Gerard Butler Plane

Plane is a fun, old-school action film and a great showcase for Gerard Butler

3 out of 5 stars

A grizzled Gerard Butler plays Captain Brodie Torrance in French action director Jean-François Richet’s (Mesrine and Blood Father) Plane. Brodie has to fly one more commercial flight from Singapore to Tokyo before joining his daughter in Hawaii, but bad weather is on the horizon. The airline’s argument is clear: The flight is undersold, and they will lose money if he uses more fuel. Speaking with an airline representative, he’s told to power through the storm despite his better judgement. 

In a classic action-thriller formula, the plane features a wide range of characters: young girls on vacation, an uptight businessman and a criminal being extradited to Canada to face trial. As an audience might expect from the premise, the flight hits the storm, and things go from bad to worse. 

Against what you might expect, Plane works. It’s a movie that moves from one action set piece to the next and features enough characterization to keep things compelling and emotional. While Butler’s accent is a bit all over the place, he’s sympathetic as Brodie Torrance; he wears his heart on his sleeve. Though resourceful and a skilled fighter, he’s also appropriately reluctant and uncertain as he navigates an unprecedented situation. Compared with some of his other action-star contemporaries, a vulnerability to his performance makes him particularly endearing. He’s fragile and impulsive; he even cries. 

The film has two villainous strains: corporate America and an island full of criminals. The former, by far, is more compelling overall. From the moment it’s clear the plane has “disappeared,” the fictional airline brings in a PR man who instructs the room to start drawing up press releases for each possible scenario. We watch as the corporation backtracks on its money-saving solutions and blames a lower-rung employee for making a call he was likely instructed to enforce. Even as Captain Brodie manages to get through to a helpline, the PR stunt of rushing to make a statement means that prank callers bog down the phone lines. They hang up on him. 

Though the head of PR is presented as a somewhat sympathetic figure, the film can’t escape the insidious nature of corporate America. Their motivation to recover Brodie and the plane never seems benevolent. All they care about is their image. When they hire a group of mercenaries to assist in the rescue mission, the men-for-hire may be presented as attentive professionals. Still, they are also motivated only by a large payday. In this world, money rules all. 

The film’s action sequences are largely succinct and sometimes frightening. The claustrophobia of the plane sequences should give pause to anyone afraid of flying. Though some visual effects are cheap, the editing, sound and direction more than make up for it. There is one scene of hand-to-hand combat that is thrilling and dirty, shot in a long extended take, and it features two men grappling in a well-choreographed, messy kind of fight that feels uncomfortably true to reality. Rather than a ballet of punches and kicks, it’s an exercise of brute strength. A singular sequence amidst mostly firefights, it stands out as one of the highlight scenes of the film. 

While Plane will hardly revolutionize cinema, it’s a fun, old-school type of action thriller that usually gets relegated to an early-winter release but, as of late, are rarely particularly good or fun. Gerard Butler and his co-star Mike Colter (who may or may not play a Québécois) ooze charisma and deserve credit for elevating the film, particularly as some of the supporting performances are pretty weak. Overall, a fun and succinct action film. ■

Gerard Butler in Plane (directed by Jean-François Richet)

Plane opens in Montreal theatres on Friday, Jan. 13.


▶ _TASK DESCRIPTION_: Go through the entries below, count every line with the string "right", and answer with only that number.

▶ _EXTRACTED INFORMATION_:
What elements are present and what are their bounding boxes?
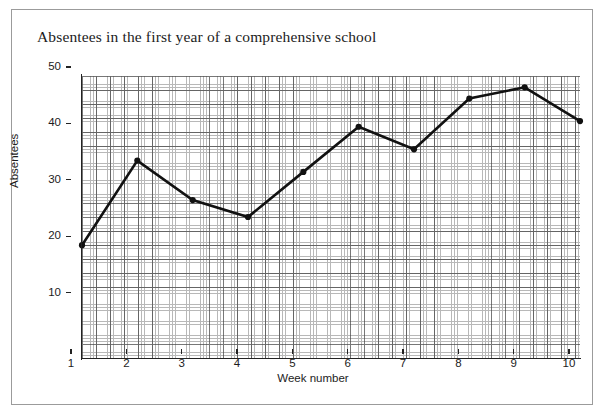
data-point [134, 158, 140, 164]
x-tick-mark [568, 349, 569, 354]
x-tick-label: 3 [172, 357, 192, 369]
x-tick-mark [347, 349, 348, 354]
plot-area [82, 76, 580, 358]
x-axis-label: Week number [0, 372, 604, 384]
y-tick-mark [66, 123, 71, 124]
x-tick-label: 10 [559, 357, 579, 369]
x-tick-label: 9 [504, 357, 524, 369]
data-point [466, 95, 472, 101]
x-tick-mark [126, 349, 127, 354]
y-tick-mark [66, 66, 71, 67]
y-tick-label: 10 [35, 286, 61, 298]
data-point [411, 146, 417, 152]
series-markers-absentees [79, 84, 583, 248]
chart-frame: Absentees in the first year of a compreh… [11, 9, 593, 405]
page-canvas: Absentees in the first year of a compreh… [0, 0, 604, 410]
data-point [356, 124, 362, 130]
x-tick-mark [70, 349, 71, 354]
data-point [190, 197, 196, 203]
page-title: Absentees in the first year of a compreh… [37, 28, 376, 46]
x-tick-label: 8 [448, 357, 468, 369]
x-tick-mark [513, 349, 514, 354]
x-tick-mark [181, 349, 182, 354]
y-tick-mark [66, 236, 71, 237]
y-tick-label: 20 [35, 229, 61, 241]
x-tick-mark [402, 349, 403, 354]
x-tick-label: 1 [61, 357, 81, 369]
data-point [300, 169, 306, 175]
data-point [522, 84, 528, 90]
x-tick-label: 5 [282, 357, 302, 369]
y-axis-line [81, 74, 82, 360]
y-tick-mark [66, 179, 71, 180]
y-axis-label: Absentees [8, 134, 20, 188]
x-tick-mark [236, 349, 237, 354]
x-tick-label: 4 [227, 357, 247, 369]
line-series-svg [82, 76, 580, 358]
x-tick-label: 6 [338, 357, 358, 369]
series-line-absentees [82, 87, 580, 245]
x-tick-label: 7 [393, 357, 413, 369]
x-tick-label: 2 [116, 357, 136, 369]
data-point [577, 118, 583, 124]
y-tick-mark [66, 292, 71, 293]
x-tick-mark [458, 349, 459, 354]
data-point [245, 214, 251, 220]
y-tick-label: 40 [35, 116, 61, 128]
y-tick-label: 50 [35, 60, 61, 72]
y-tick-label: 30 [35, 173, 61, 185]
x-tick-mark [292, 349, 293, 354]
x-axis-label-text: Week number [277, 372, 348, 384]
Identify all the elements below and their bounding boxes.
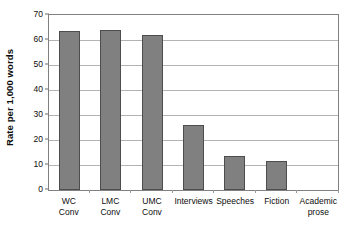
- bar-slot: [173, 15, 214, 190]
- x-axis-labels: WCConvLMCConvUMCConvInterviewsSpeechesFi…: [48, 196, 339, 232]
- x-axis-tick-marks: [48, 190, 339, 194]
- bar[interactable]: [100, 30, 121, 190]
- x-axis-category-label: Speeches: [214, 196, 256, 232]
- x-axis-category-label: WCConv: [48, 196, 90, 232]
- y-axis-tick-label: 40: [34, 85, 43, 94]
- bar[interactable]: [183, 125, 204, 190]
- x-axis-category-label: LMCConv: [90, 196, 132, 232]
- x-axis-category-label-line: Conv: [49, 207, 89, 218]
- x-tick-slot: [297, 190, 339, 194]
- bar-slot: [90, 15, 131, 190]
- bar[interactable]: [59, 31, 80, 190]
- bar-slot: [214, 15, 255, 190]
- y-axis-title-text: Rate per 1,000 words: [5, 49, 16, 146]
- x-axis-category-label-line: Speeches: [215, 196, 255, 207]
- x-axis-category-label-line: Fiction: [257, 196, 297, 207]
- y-axis-tick-label: 60: [34, 35, 43, 44]
- x-axis-category-label: Fiction: [256, 196, 298, 232]
- x-tick-slot: [90, 190, 132, 194]
- x-axis-category-label-line: Interviews: [174, 196, 214, 207]
- bar-chart: Rate per 1,000 words 706050403020100 WCC…: [0, 0, 349, 235]
- x-axis-category-label-line: LMC: [91, 196, 131, 207]
- x-tick-slot: [131, 190, 173, 194]
- x-tick-slot: [214, 190, 256, 194]
- y-axis-tick-labels: 706050403020100: [20, 8, 46, 190]
- y-axis-tick-label: 0: [38, 185, 43, 194]
- y-axis-tick-label: 20: [34, 135, 43, 144]
- y-axis-tick-label: 10: [34, 160, 43, 169]
- x-axis-category-label-line: Conv: [91, 207, 131, 218]
- x-axis-tick-mark: [338, 190, 339, 193]
- x-tick-slot: [173, 190, 215, 194]
- bar-slot: [255, 15, 296, 190]
- x-axis-category-label: Interviews: [173, 196, 215, 232]
- bar-slot: [132, 15, 173, 190]
- y-axis-tick-label: 30: [34, 110, 43, 119]
- bars-layer: [49, 15, 338, 190]
- bar-slot: [297, 15, 338, 190]
- x-axis-category-label: Academicprose: [297, 196, 339, 232]
- x-axis-category-label-line: UMC: [132, 196, 172, 207]
- x-tick-slot: [48, 190, 90, 194]
- plot-area: [48, 14, 339, 191]
- x-axis-category-label-line: WC: [49, 196, 89, 207]
- x-axis-category-label: UMCConv: [131, 196, 173, 232]
- x-axis-category-label-line: prose: [298, 207, 338, 218]
- bar[interactable]: [142, 35, 163, 190]
- y-axis-tick-label: 50: [34, 60, 43, 69]
- y-axis-tick-label: 70: [34, 10, 43, 19]
- x-tick-slot: [256, 190, 298, 194]
- bar[interactable]: [224, 156, 245, 190]
- y-axis-title: Rate per 1,000 words: [0, 0, 20, 195]
- x-axis-category-label-line: Conv: [132, 207, 172, 218]
- x-axis-category-label-line: Academic: [298, 196, 338, 207]
- bar-slot: [49, 15, 90, 190]
- bar[interactable]: [266, 161, 287, 190]
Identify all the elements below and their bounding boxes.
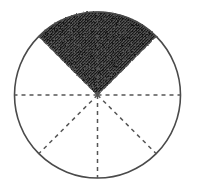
radial-dividers-group: [15, 12, 181, 178]
figure-container: [0, 0, 197, 192]
circle-sector-diagram: [0, 0, 197, 192]
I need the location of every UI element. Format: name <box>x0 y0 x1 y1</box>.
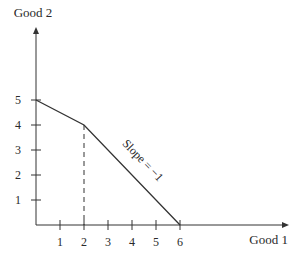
x-tick-label: 3 <box>105 235 111 249</box>
x-tick-label: 2 <box>81 235 87 249</box>
y-axis-arrow-icon <box>33 27 39 34</box>
slope-annotation: Slope = −1 <box>120 136 167 184</box>
x-axis-label: Good 1 <box>249 232 288 247</box>
x-tick-label: 6 <box>177 235 183 249</box>
x-tick-label: 1 <box>57 235 63 249</box>
x-tick-label: 4 <box>129 235 135 249</box>
chart: 12345612345 Good 1Good 2Slope = −1 <box>0 0 303 258</box>
y-tick-label: 1 <box>15 193 21 207</box>
y-tick-label: 5 <box>15 93 21 107</box>
labels: Good 1Good 2Slope = −1 <box>14 5 288 247</box>
x-axis-arrow-icon <box>282 222 289 228</box>
x-tick-label: 5 <box>153 235 159 249</box>
y-axis-label: Good 2 <box>14 5 53 20</box>
series <box>36 100 180 225</box>
axes <box>33 27 289 228</box>
y-tick-label: 2 <box>15 168 21 182</box>
y-tick-label: 3 <box>15 143 21 157</box>
y-tick-label: 4 <box>15 118 21 132</box>
budget-constraint-line <box>36 100 180 225</box>
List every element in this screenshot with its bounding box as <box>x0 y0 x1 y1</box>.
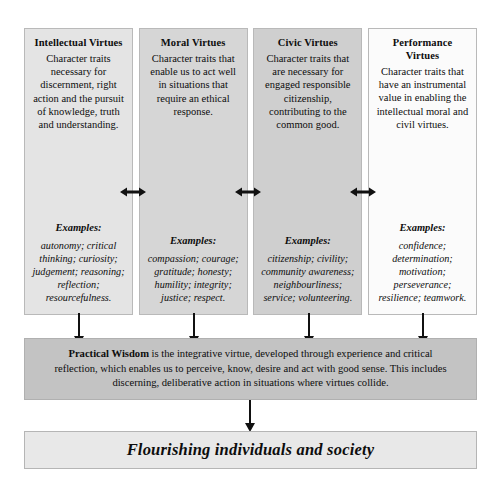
examples-label: Examples: <box>375 221 470 235</box>
practical-wisdom-box: Practical Wisdom is the integrative virt… <box>24 338 477 400</box>
examples-block: Examples: autonomy; critical thinking; c… <box>31 221 126 308</box>
practical-wisdom-lead: Practical Wisdom <box>68 348 149 359</box>
column-description: Character traits that are necessary for … <box>260 52 355 131</box>
examples-block: Examples: compassion; courage; gratitude… <box>146 234 241 308</box>
virtue-column-performance: Performance Virtues Character traits tha… <box>368 28 477 315</box>
examples-label: Examples: <box>146 234 241 248</box>
column-title: Intellectual Virtues <box>34 36 122 49</box>
column-description: Character traits that have an instrument… <box>375 65 470 131</box>
examples-label: Examples: <box>260 234 355 248</box>
virtues-diagram: Intellectual Virtues Character traits ne… <box>0 0 500 489</box>
column-description: Character traits necessary for discernme… <box>31 52 126 131</box>
virtue-column-civic: Civic Virtues Character traits that are … <box>253 28 362 315</box>
examples-block: Examples: citizenship; civility; communi… <box>260 234 355 308</box>
double-headed-arrow-icon <box>235 186 261 198</box>
examples-block: Examples: confidence; determination; mot… <box>375 221 470 308</box>
virtue-column-moral: Moral Virtues Character traits that enab… <box>139 28 248 315</box>
examples-label: Examples: <box>31 221 126 235</box>
virtue-columns-row: Intellectual Virtues Character traits ne… <box>24 28 477 315</box>
column-title: Civic Virtues <box>278 36 338 49</box>
outcome-box: Flourishing individuals and society <box>24 431 477 469</box>
double-headed-arrow-icon <box>120 186 146 198</box>
outcome-label: Flourishing individuals and society <box>127 440 375 460</box>
column-description: Character traits that enable us to act w… <box>146 52 241 118</box>
down-arrow-icon <box>244 400 256 432</box>
double-headed-arrow-icon <box>350 186 376 198</box>
virtue-column-intellectual: Intellectual Virtues Character traits ne… <box>24 28 133 315</box>
examples-text: compassion; courage; gratitude; honesty;… <box>146 252 241 308</box>
examples-text: confidence; determination; motivation; p… <box>375 239 470 308</box>
examples-text: citizenship; civility; community awarene… <box>260 252 355 308</box>
column-title: Performance Virtues <box>375 36 470 62</box>
practical-wisdom-text: Practical Wisdom is the integrative virt… <box>47 347 454 391</box>
column-title: Moral Virtues <box>161 36 226 49</box>
examples-text: autonomy; critical thinking; curiosity; … <box>31 239 126 308</box>
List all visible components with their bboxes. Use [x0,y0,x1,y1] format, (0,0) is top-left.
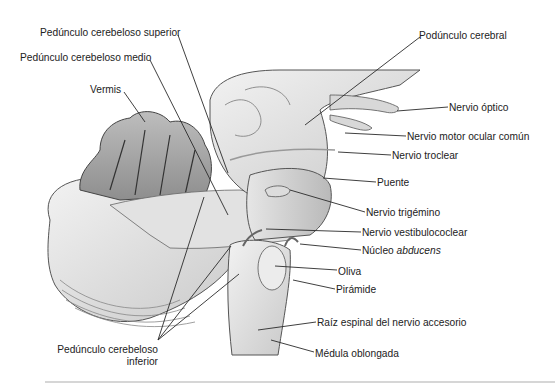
pons-shape [247,168,332,240]
label-text: Puente [377,177,409,188]
label-piramide: Pirámide [336,284,376,296]
label-text: Médula oblongada [315,348,399,359]
label-text: Vermis [90,84,121,95]
label-text: Nervio troclear [392,150,458,161]
label-text: Podúnculo cerebral [419,30,507,41]
label-pedunculo-cerebeloso-superior: Pedúnculo cerebeloso superior [40,27,180,39]
optic-nerve-shape [330,95,398,130]
leader-line [300,244,361,250]
label-vermis: Vermis [90,84,121,96]
label-text: Núcleo [362,245,397,256]
leader-line [323,178,376,182]
leader-line [345,133,406,136]
bottom-divider [45,381,555,383]
leader-line [338,152,391,155]
label-text: Nervio vestibulococlear [362,227,467,238]
leader-line [293,280,335,289]
label-text: Nervio óptico [449,102,508,113]
label-oliva: Oliva [338,266,361,278]
label-text: Pedúnculo cerebeloso superior [40,27,180,38]
label-nervio-optico: Nervio óptico [449,102,508,114]
label-text: Pedúnculo cerebeloso medio [20,52,151,63]
label-pedunculo-cerebeloso-medio: Pedúnculo cerebeloso medio [20,52,151,64]
label-puente: Puente [377,177,409,189]
label-text: Nervio trigémino [366,207,440,218]
vermis-folia [80,112,212,200]
label-nervio-vestibulococlear: Nervio vestibulococlear [362,227,467,239]
label-text: Nervio motor ocular común [407,131,529,142]
label-text: Pedúnculo cerebeloso [57,344,158,355]
label-pedunculo-cerebeloso-inferior: Pedúnculo cerebelosoinferior [57,344,158,368]
label-text-line2: inferior [127,356,158,367]
olive-shape [258,246,286,290]
label-text: Raíz espinal del nervio accesorio [317,317,467,328]
label-text: Pirámide [336,284,376,295]
label-medula-oblongada: Médula oblongada [315,348,399,360]
label-pedunculo-cerebral: Podúnculo cerebral [419,30,507,42]
label-text: Oliva [338,266,361,277]
label-nucleo-abducens: Núcleo abducens [362,245,441,257]
label-nervio-troclear: Nervio troclear [392,150,458,162]
label-nervio-trigemino: Nervio trigémino [366,207,440,219]
label-nervio-motor-ocular-comun: Nervio motor ocular común [407,131,529,143]
label-text-italic: abducens [397,245,441,256]
trigeminal-stub [265,186,290,197]
leader-line [397,107,448,111]
label-raiz-espinal-nervio-accesorio: Raíz espinal del nervio accesorio [317,317,467,329]
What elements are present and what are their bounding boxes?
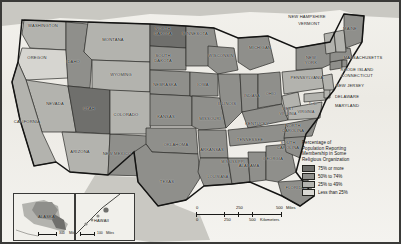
map-legend: Percentage of Population Reporting Membe… (302, 140, 397, 197)
state-wisconsin (208, 46, 238, 74)
hawaii-scale-tick-left (80, 232, 81, 236)
state-tennessee (228, 124, 290, 146)
legend-swatch-icon-25 (302, 181, 315, 188)
state-oregon (18, 48, 68, 80)
state-louisiana (198, 158, 232, 186)
state-mississippi (228, 158, 250, 184)
scale-tick-d (252, 212, 253, 217)
legend-item-75-or-more: 75% or more (302, 165, 397, 172)
hawaii-scale-line (80, 234, 94, 235)
scale-km-tick-0: 0 (196, 217, 198, 222)
state-arizona (62, 132, 110, 175)
state-nebraska (150, 70, 190, 96)
legend-label-50: 50% to 74% (318, 174, 342, 179)
state-arkansas (198, 130, 228, 158)
scale-miles-labels: 0 250 500 Miles (196, 205, 311, 211)
alaska-scale-line (38, 234, 56, 235)
hawaii-chain-line (76, 194, 120, 234)
state-oklahoma (146, 128, 198, 154)
scale-miles-tick-500: 500 (276, 205, 283, 210)
scale-km-unit: Kilometers (260, 217, 279, 222)
legend-swatch-icon-50 (302, 173, 315, 180)
scale-km-tick-250: 250 (224, 217, 231, 222)
legend-item-50-to-74: 50% to 74% (302, 173, 397, 180)
hawaii-scale-tick-right (94, 232, 95, 236)
state-michigan (238, 36, 274, 70)
legend-item-25-to-49: 25% to 49% (302, 181, 397, 188)
state-north-carolina (284, 118, 318, 138)
alaska-scale-value: 300 (59, 231, 65, 235)
state-rhode-island (342, 60, 347, 67)
state-new-jersey (322, 74, 334, 90)
aleutian-islands (16, 230, 38, 236)
scale-miles-tick-0: 0 (196, 205, 198, 210)
state-iowa (190, 72, 218, 96)
hawaii-scale-value: 100 (97, 231, 103, 235)
legend-swatch-icon-75 (302, 165, 315, 172)
scale-kilometers-labels: 0 250 500 Kilometers (196, 217, 311, 223)
state-north-dakota (150, 24, 186, 48)
state-colorado (110, 90, 152, 134)
scale-miles-tick-250: 250 (236, 205, 243, 210)
state-washington (22, 20, 66, 50)
state-wyoming (92, 60, 150, 92)
state-pennsylvania (282, 68, 324, 94)
hawaii-scale-bar: 100 Miles (80, 230, 126, 240)
legend-title: Percentage of Population Reporting Membe… (302, 140, 397, 162)
inset-alaska: ALASKA 300 Miles (13, 193, 75, 241)
alaska-scale-bar: 300 Miles (38, 230, 72, 240)
state-ohio (258, 72, 282, 108)
inset-label-hawaii: HAWAII (94, 218, 109, 223)
state-kansas (150, 94, 192, 126)
hawaii-island-big-island (103, 207, 108, 212)
scale-tick-e (281, 212, 282, 217)
hawaii-island-kauai (84, 222, 87, 225)
inset-label-alaska: ALASKA (38, 214, 55, 219)
legend-swatch-icon-0 (302, 189, 315, 196)
hawaii-scale-unit: Miles (106, 231, 114, 235)
state-indiana (240, 74, 258, 112)
scale-miles-unit: Miles (286, 205, 296, 210)
inset-hawaii: HAWAII 100 Miles (75, 193, 135, 241)
scale-tick-c (238, 212, 239, 217)
state-montana (84, 22, 150, 62)
alaska-scale-tick-right (56, 232, 57, 236)
scale-km-tick-500: 500 (249, 217, 256, 222)
legend-label-25: 25% to 49% (318, 182, 342, 187)
map-screenshot: WASHINGTON OREGON IDAHO MONTANA WYOMING … (0, 0, 401, 244)
legend-label-75: 75% or more (318, 166, 344, 171)
legend-item-less-than-25: Less than 25% (302, 189, 397, 196)
state-south-dakota (150, 46, 186, 70)
scale-tick-a (196, 212, 197, 217)
legend-title-line-4: Religious Organization (302, 157, 397, 163)
scale-bar-graphic (196, 212, 311, 217)
state-maryland (304, 92, 326, 102)
hawaii-island-oahu (91, 219, 94, 222)
state-alabama (248, 152, 266, 182)
alaska-scale-tick-left (38, 232, 39, 236)
legend-label-0: Less than 25% (318, 190, 348, 195)
scale-bars: 0 250 500 Miles 0 250 500 Kilometers (196, 205, 311, 223)
scale-tick-b (224, 212, 225, 217)
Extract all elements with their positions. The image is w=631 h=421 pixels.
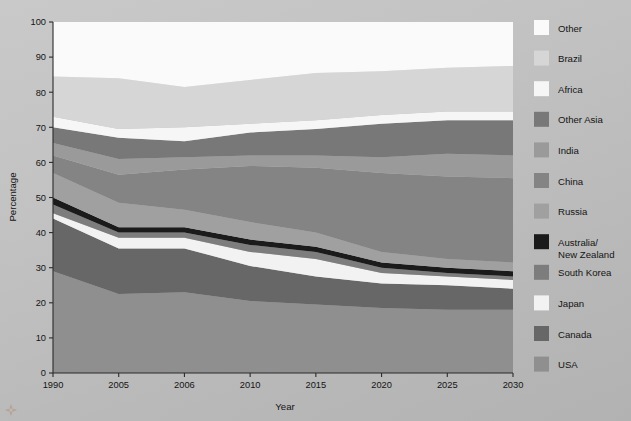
y-tick-label: 100 bbox=[30, 17, 46, 27]
area-bands-group bbox=[53, 22, 513, 373]
y-tick-label: 50 bbox=[36, 193, 46, 203]
y-tick-label: 20 bbox=[36, 298, 46, 308]
x-axis-title: Year bbox=[275, 401, 295, 412]
legend-label: Japan bbox=[558, 298, 584, 309]
x-axis-ticks: 19902005200620102015202020252030 bbox=[43, 373, 524, 390]
legend-label: Other Asia bbox=[558, 114, 603, 125]
legend-swatch-russia bbox=[534, 204, 549, 219]
x-tick-label: 2005 bbox=[108, 380, 129, 390]
legend-swatch-japan bbox=[534, 295, 549, 310]
chart-svg: 0102030405060708090100 19902005200620102… bbox=[0, 0, 631, 421]
x-tick-label: 1990 bbox=[43, 380, 64, 390]
y-tick-label: 10 bbox=[36, 333, 46, 343]
legend-swatch-africa bbox=[534, 81, 549, 96]
y-axis-ticks: 0102030405060708090100 bbox=[30, 17, 53, 378]
legend-swatch-india bbox=[534, 142, 549, 157]
x-tick-label: 2010 bbox=[240, 380, 261, 390]
y-tick-label: 80 bbox=[36, 88, 46, 98]
x-tick-label: 2006 bbox=[174, 380, 195, 390]
stacked-area-chart: 0102030405060708090100 19902005200620102… bbox=[0, 0, 631, 421]
legend-label: China bbox=[558, 176, 584, 187]
legend-label: Russia bbox=[558, 206, 588, 217]
legend-swatch-china bbox=[534, 173, 549, 188]
legend-label: Other bbox=[558, 23, 583, 34]
legend-label: Africa bbox=[558, 84, 583, 95]
y-tick-label: 90 bbox=[36, 52, 46, 62]
y-tick-label: 0 bbox=[41, 368, 46, 378]
x-tick-label: 2025 bbox=[437, 380, 458, 390]
x-tick-label: 2015 bbox=[306, 380, 327, 390]
legend-label: Canada bbox=[558, 329, 592, 340]
legend-swatch-usa bbox=[534, 357, 549, 372]
legend-label: USA bbox=[558, 359, 578, 370]
corner-decoration-mark bbox=[5, 404, 17, 416]
legend-label: Brazil bbox=[558, 53, 582, 64]
legend-swatch-other-asia bbox=[534, 112, 549, 127]
legend-swatch-canada bbox=[534, 326, 549, 341]
legend-label-line2: New Zealand bbox=[558, 249, 615, 260]
y-tick-label: 60 bbox=[36, 158, 46, 168]
y-tick-label: 30 bbox=[36, 263, 46, 273]
legend-label: India bbox=[558, 145, 579, 156]
legend-swatch-brazil bbox=[534, 51, 549, 66]
legend-swatch-australia bbox=[534, 234, 549, 249]
legend-label: South Korea bbox=[558, 267, 612, 278]
legend-label: Australia/ bbox=[558, 237, 598, 248]
chart-legend: OtherBrazilAfricaOther AsiaIndiaChinaRus… bbox=[534, 20, 615, 372]
x-tick-label: 2020 bbox=[371, 380, 392, 390]
y-tick-label: 40 bbox=[36, 228, 46, 238]
legend-swatch-other bbox=[534, 20, 549, 35]
y-axis-title: Percentage bbox=[7, 172, 18, 221]
legend-swatch-south-korea bbox=[534, 265, 549, 280]
x-tick-label: 2030 bbox=[503, 380, 524, 390]
y-tick-label: 70 bbox=[36, 123, 46, 133]
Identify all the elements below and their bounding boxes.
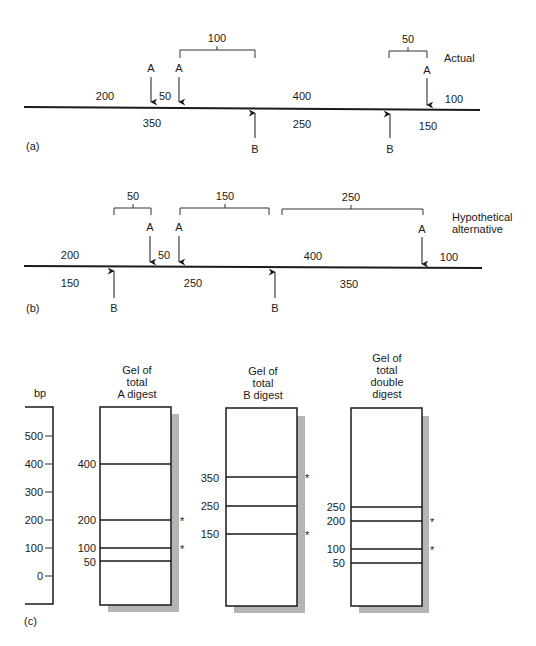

▶ _TASK ANSWER_: 2